A custom component was released in January for the EVA II PRO WiFi Dehumidifier, but it doesn’t work with recent releases of HA, and the developer seems to have lost interest. I would like to try and get it working again.
The first thing I’ve done is re-arrange the files in the custom_components directory to match the current requirements. This advances the problem to the point where the platform initializes, but only 1 of the 2 sub-components loads. The point where I’m lost is in this code (__init__.py):
the load_platform for the sensor seems to work, but the load_platform for climate does not. climate.py is there, but nothing is logged from it, even when I put a log statement in the main body.
Can any point me in the right direction, or suggest something I could do to debug why the climate component isn’t being loaded?
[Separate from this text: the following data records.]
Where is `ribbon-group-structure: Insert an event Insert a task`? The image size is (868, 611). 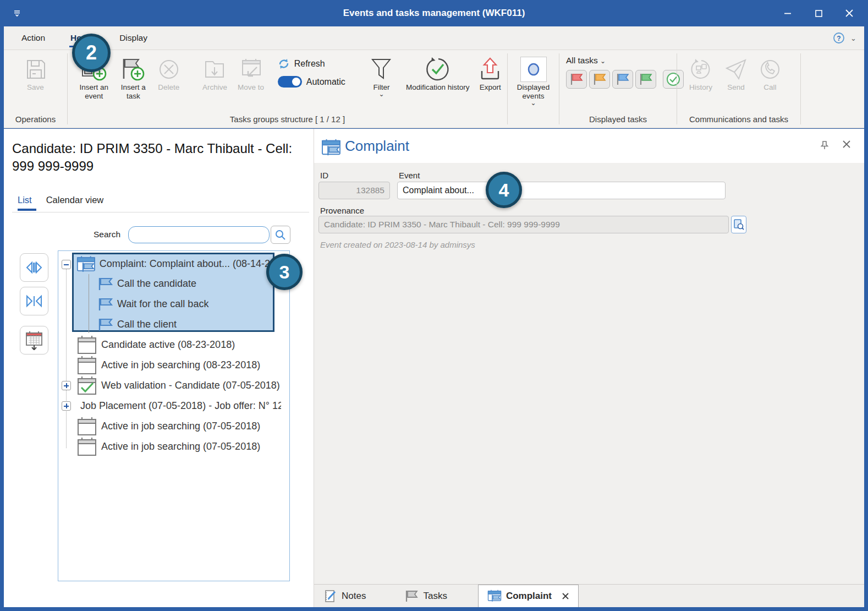 ribbon-group-structure: Insert an event Insert a task is located at coordinates (287, 89).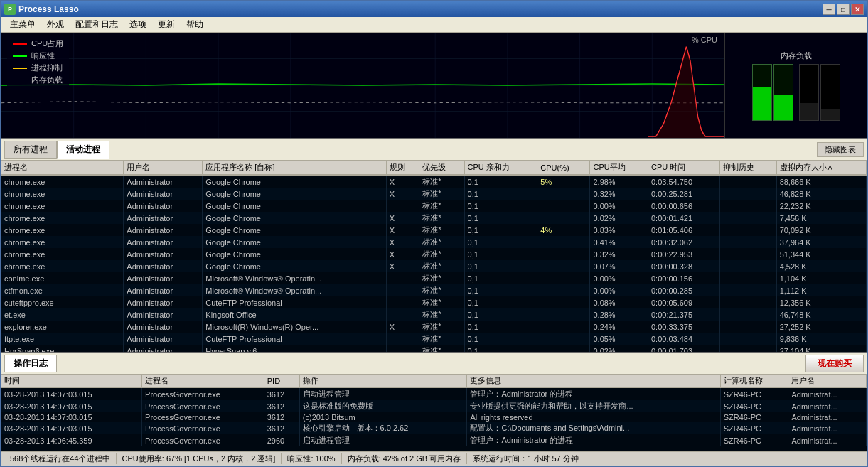 The width and height of the screenshot is (868, 467). Describe the element at coordinates (57, 149) in the screenshot. I see `process-tabs: 所有进程 活动进程` at that location.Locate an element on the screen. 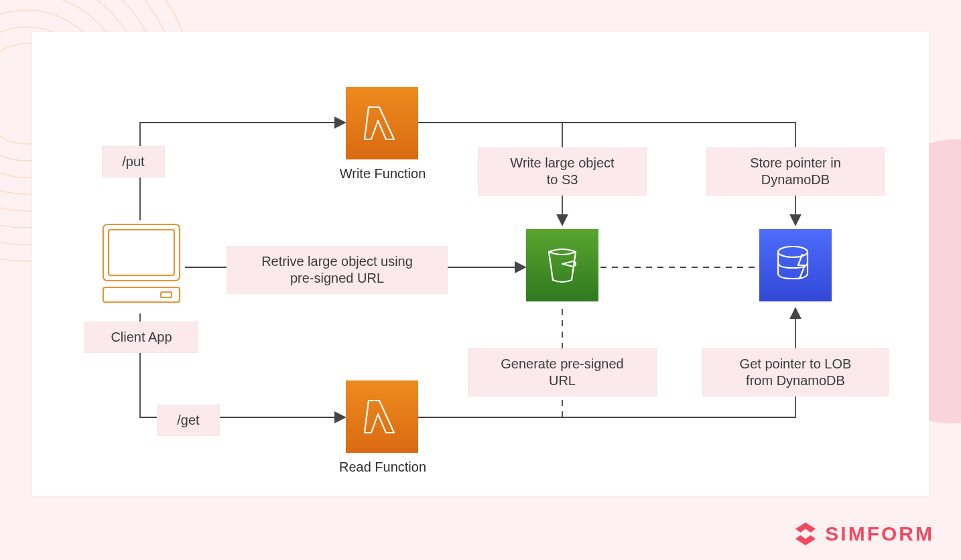  get-pointer-label: Get pointer to LOB from DynamoDB is located at coordinates (795, 372).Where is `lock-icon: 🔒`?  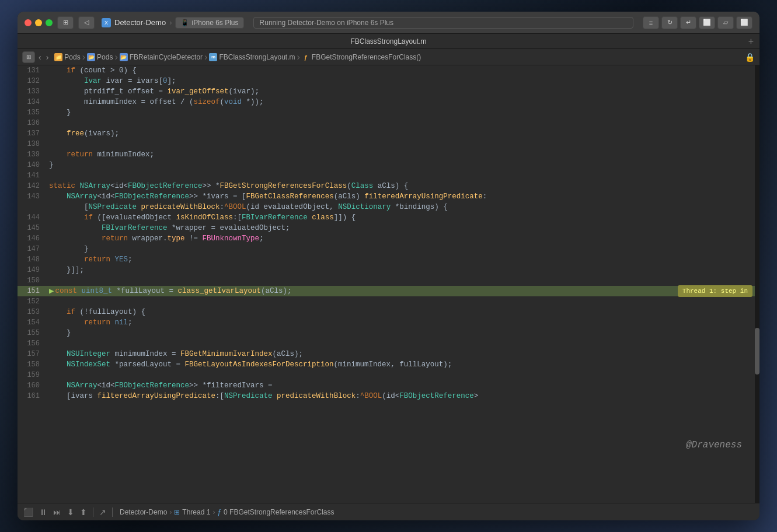
lock-icon: 🔒 is located at coordinates (750, 57).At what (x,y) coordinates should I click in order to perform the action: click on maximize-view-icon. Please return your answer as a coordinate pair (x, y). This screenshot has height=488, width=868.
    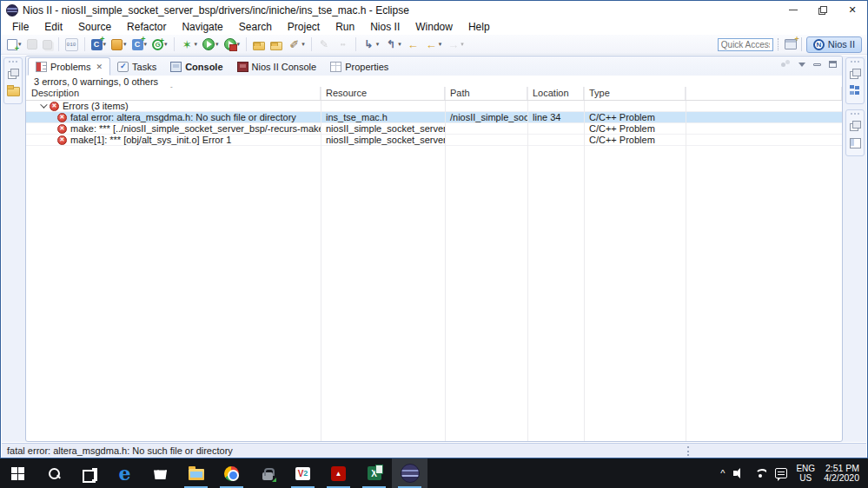
    Looking at the image, I should click on (832, 64).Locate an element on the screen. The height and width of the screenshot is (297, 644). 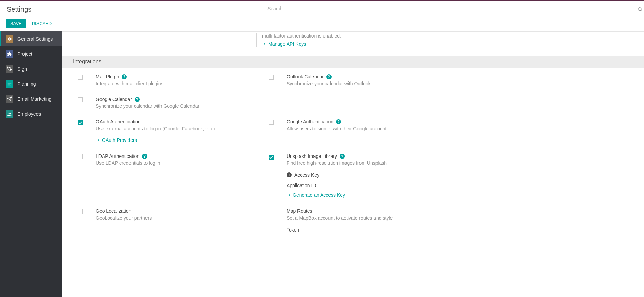
header-row: Settings is located at coordinates (322, 9).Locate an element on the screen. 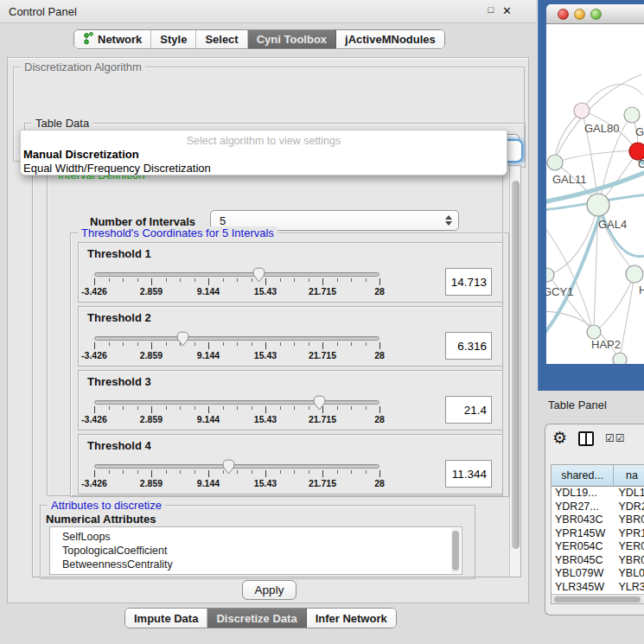  table-cell: YBR043C is located at coordinates (583, 520).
The original repo is here:
and I’ve forked in here in the hope that I can come up with something useful to do to it:
Unfortunately my python (and coding in general) is pretty weak, but with some hints I might be able to figure out what’s going on.
The underlying library does work though, so I knocked up a script based sensor so that I am at least picking up the information from the sensor in the device. If I get time I’ll set it up as a generic_thermostat (with the humidity pretending to be temp), using a command_line switch. Mega clumsy, but I don’t have the python/HA knowledge to do it properly.
I was trying to see if I could run the library in my second Rpi that is just running Rasbian and collect the information on HA perhaps? But I’m not very good with Python. I can just about read it but not change anything so I don’t even know if such a thing would be possible
used a command line script using the original library to sample the humidity from the device, and turn it on and off. Created at generic_thermostat pretending that I had a AC system and the humidity was a temperature.
This proved annoying though, because I had a race condition if the sample script ran at the same time as the script that tried to turn it on or off / check that status.
So:
I put a xiaomi zigbee sensor in the room and used that as the sensor instead of the built in one.
This worked OK until the cloud API started getting unreliable.
So:
I discovered that the dehumidifier restores its state when it recovers from a input power loss. So I put a zigbee plug on it and used that instead of the command line script to turn the device on or off.
The result is actually much better than any API could manage, because the sensor is now better placed in the room (being further away from the dehumidifier means I sample the room humidity and not the dehumidifier’s), and I can set the high and low water marks to my liking.